How test executions work
A test execution runs your integration exactly as it would in a live environment — triggering workflows, executing each step in sequence, and making real HTTP requests to connected systems. The difference is that you initiate the execution manually and can observe the results in real time through the Flow view. After an execution completes, the Flow view displays:- Step-level data: The input and output for each step in your workflow, so you can verify that data is transformed and passed correctly between steps.
- Request-level data: The full details of every HTTP request your integration makes, including the request URL, headers, body, response status, and response body. This gives you visibility into exactly what your integration sends to and receives from external systems.
Triggering a test execution
There are two ways to trigger a test execution, depending on how your workflow is configured to start.- Webhook trigger
- Schedule trigger
Webhook-triggered workflows start when an external system sends a payload to your integration’s webhook URL. During
testing, you simulate this by providing a payload directly in the platform — no external system needs to send a real
request.
Open the Flow view
Navigate to your project and select the Flow tab in the Build view. Choose the workflow you want to test.
Trigger the execution
Click the Test button on the webhook trigger node. This opens a panel where you can provide the webhook payload.
Provide a payload
Enter a JSON payload that represents the data your webhook would receive from the external system. Use realistic data
that covers the scenarios you want to validate.
Example webhook payload
Inspecting execution results
Once an execution completes, the Flow view highlights each step with its execution status. Select any step or request node to inspect its data.Step data
Selecting a step reveals the data that flowed through it during the execution:- Input: The data the step received from the previous step or trigger.
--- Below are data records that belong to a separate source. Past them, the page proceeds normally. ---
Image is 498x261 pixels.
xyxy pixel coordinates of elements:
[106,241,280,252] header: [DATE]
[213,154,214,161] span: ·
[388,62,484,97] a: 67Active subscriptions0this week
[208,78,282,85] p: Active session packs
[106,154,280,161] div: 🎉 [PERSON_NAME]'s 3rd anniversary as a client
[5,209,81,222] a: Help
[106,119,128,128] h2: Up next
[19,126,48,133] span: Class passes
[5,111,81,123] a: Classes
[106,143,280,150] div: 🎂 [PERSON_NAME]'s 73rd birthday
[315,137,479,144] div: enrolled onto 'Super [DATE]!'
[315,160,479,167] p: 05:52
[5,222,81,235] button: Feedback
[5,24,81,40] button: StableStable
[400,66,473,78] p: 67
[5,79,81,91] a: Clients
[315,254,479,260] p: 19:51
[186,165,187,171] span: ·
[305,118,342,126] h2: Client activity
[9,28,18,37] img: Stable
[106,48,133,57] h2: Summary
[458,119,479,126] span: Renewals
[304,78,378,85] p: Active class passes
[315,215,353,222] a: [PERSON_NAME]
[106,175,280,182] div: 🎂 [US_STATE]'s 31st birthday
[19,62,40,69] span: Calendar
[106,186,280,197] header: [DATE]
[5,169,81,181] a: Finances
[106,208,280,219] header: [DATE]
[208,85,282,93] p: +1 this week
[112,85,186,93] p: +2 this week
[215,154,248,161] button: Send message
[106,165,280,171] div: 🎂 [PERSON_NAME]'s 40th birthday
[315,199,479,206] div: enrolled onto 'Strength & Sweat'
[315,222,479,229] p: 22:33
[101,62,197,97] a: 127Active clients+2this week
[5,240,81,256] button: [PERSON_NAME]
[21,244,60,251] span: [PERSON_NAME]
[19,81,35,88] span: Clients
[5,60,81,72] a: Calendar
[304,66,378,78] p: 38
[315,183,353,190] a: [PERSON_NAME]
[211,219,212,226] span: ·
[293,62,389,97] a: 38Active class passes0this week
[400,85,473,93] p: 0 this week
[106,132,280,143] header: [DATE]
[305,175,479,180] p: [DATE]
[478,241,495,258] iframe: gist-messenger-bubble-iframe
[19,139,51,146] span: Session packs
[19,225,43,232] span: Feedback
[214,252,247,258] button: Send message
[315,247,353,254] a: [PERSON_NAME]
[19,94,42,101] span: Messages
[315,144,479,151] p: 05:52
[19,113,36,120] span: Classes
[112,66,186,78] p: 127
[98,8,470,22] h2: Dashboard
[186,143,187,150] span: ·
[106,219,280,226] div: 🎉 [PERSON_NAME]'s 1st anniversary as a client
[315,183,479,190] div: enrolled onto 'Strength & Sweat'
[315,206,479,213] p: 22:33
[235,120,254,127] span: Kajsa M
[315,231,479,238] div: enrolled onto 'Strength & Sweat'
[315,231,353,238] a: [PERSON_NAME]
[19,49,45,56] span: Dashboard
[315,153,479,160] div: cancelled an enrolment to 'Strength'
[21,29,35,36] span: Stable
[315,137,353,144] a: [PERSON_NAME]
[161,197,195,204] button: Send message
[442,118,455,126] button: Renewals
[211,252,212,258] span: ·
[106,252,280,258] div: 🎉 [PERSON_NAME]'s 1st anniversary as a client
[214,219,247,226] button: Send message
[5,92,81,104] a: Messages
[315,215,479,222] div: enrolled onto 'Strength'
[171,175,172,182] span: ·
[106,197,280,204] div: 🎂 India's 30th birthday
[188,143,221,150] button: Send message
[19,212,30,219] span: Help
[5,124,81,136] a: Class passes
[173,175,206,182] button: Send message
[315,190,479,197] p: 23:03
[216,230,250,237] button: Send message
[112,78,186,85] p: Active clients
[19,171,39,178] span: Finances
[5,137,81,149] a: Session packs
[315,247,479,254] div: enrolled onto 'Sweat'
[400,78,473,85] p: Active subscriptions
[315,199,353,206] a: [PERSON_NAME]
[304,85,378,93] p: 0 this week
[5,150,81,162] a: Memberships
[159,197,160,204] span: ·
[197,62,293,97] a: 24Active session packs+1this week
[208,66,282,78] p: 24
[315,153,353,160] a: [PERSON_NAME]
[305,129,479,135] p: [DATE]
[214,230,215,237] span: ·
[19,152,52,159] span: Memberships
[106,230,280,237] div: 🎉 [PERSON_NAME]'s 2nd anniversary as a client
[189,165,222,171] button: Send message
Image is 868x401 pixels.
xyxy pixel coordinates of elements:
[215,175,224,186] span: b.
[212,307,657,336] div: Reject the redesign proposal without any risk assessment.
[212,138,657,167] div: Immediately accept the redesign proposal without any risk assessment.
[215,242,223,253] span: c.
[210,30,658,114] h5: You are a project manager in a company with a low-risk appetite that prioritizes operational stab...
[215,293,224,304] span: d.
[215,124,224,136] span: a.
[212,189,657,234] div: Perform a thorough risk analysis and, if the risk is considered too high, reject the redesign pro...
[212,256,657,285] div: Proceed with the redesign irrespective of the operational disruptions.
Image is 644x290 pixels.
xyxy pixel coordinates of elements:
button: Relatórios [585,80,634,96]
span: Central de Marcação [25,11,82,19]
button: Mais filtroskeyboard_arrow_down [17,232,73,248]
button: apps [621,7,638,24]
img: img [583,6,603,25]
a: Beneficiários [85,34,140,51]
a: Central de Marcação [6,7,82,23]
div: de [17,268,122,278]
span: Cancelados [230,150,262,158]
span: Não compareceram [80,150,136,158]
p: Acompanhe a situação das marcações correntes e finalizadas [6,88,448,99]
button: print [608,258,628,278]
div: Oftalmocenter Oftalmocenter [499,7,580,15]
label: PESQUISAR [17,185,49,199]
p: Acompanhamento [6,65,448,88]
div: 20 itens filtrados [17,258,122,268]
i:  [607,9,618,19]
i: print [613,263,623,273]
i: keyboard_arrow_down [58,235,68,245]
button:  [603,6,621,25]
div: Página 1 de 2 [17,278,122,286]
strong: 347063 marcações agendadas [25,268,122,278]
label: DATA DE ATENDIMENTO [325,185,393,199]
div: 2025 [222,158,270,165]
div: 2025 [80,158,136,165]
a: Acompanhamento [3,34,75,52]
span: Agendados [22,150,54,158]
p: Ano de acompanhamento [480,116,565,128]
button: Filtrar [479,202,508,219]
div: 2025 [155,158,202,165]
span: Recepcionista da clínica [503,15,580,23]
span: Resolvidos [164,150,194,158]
- Output: The data the step produced after applying its logic, transformations, or mappings.
Request data
Selecting a request node shows the full HTTP transaction:- Request URL: The endpoint your integration called.
- Request headers: The headers sent with the request, including authentication tokens.
- Request body: The payload sent to the external system.
- Response status: The HTTP status code returned.
- Response headers: The headers returned by the external system.
- Response body: The data returned by the external system.
Request data is particularly useful for debugging authentication failures, unexpected response formats, and issues with
pagination or rate limiting.
What to validate
Use test executions to confirm the following before deploying your integration:- Data mappings: Fields are correctly transformed and mapped between source and target systems.
- Authentication: Requests include valid credentials and receive successful responses.
- Error handling: Your workflow handles error responses (4xx, 5xx) gracefully without failing silently.
- Pagination: If your integration pages through results, verify that all pages are retrieved and processed.
- Edge cases: Test with empty arrays, null values, missing fields, and large payloads to ensure your integration handles them correctly.
- Idempotency: Running the same execution twice does not create duplicate records in the target system.